Write HYH_Y for your head count out of five and HMH_M for mine out of four. You get strictly more heads when HY>HMH_Y > H_M. You get strictly more tails when 5HY>4HM5 - H_Y > 4 - H_M, which rearranges to HYHMH_Y \le H_M. These two conditions, HY>HMH_Y > H_M and HYHMH_Y \le H_M, partition every outcome, so exactly one of them holds on any toss.

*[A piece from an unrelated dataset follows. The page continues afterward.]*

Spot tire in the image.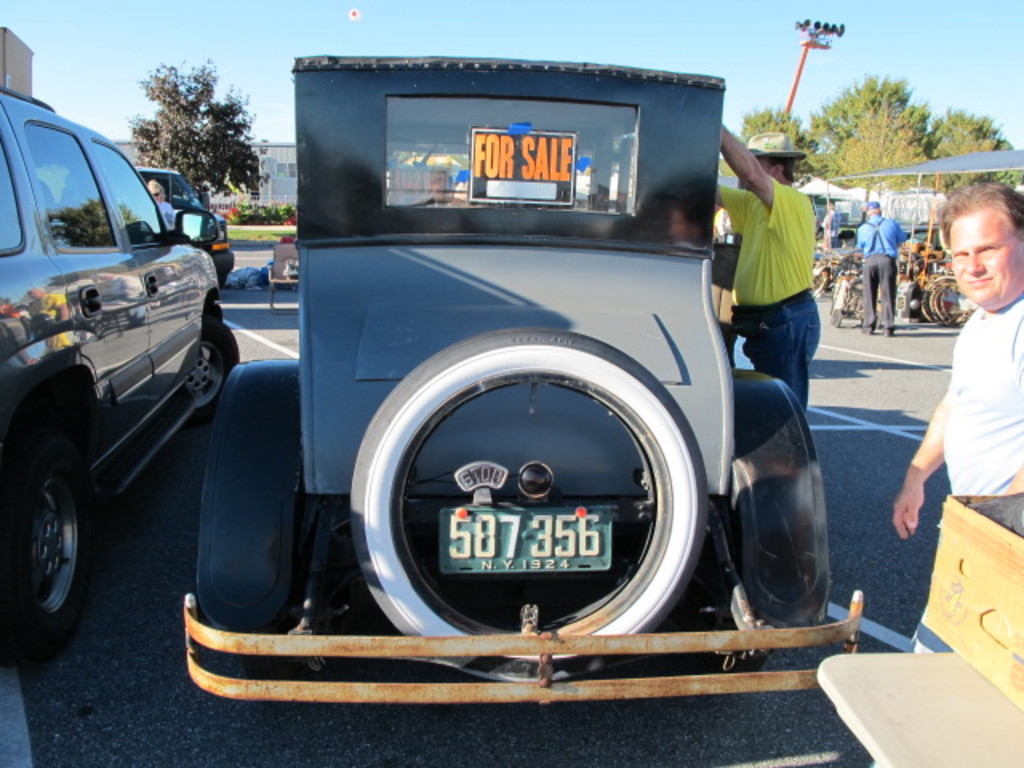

#Symmetry splits it evenly

Flipping every coin from heads to tails swaps the two events and leaves all probabilities untouched, since a fair coin treats heads and tails alike. So P(more heads)\PP(\text{more heads}) equals P(more tails)\PP(\text{more tails}), and because the two cover all outcomes between them,

P(you win)=12.(1)\PP(\text{you win}) = \frac{1}{2}. \tag{1}
flip every coinyou get more headsyou get more tails
With five coins against four, exactly one of more heads or more tails happens. Flipping every coin turns one into the other and keeps the odds the same, so each is exactly one half.

#Read it off

The answer is exactly 12\tfrac{1}{2}, independent of how many coins are in play, as long as you toss one more than I do. That single extra coin is exactly what tips every would-be tie in your favor.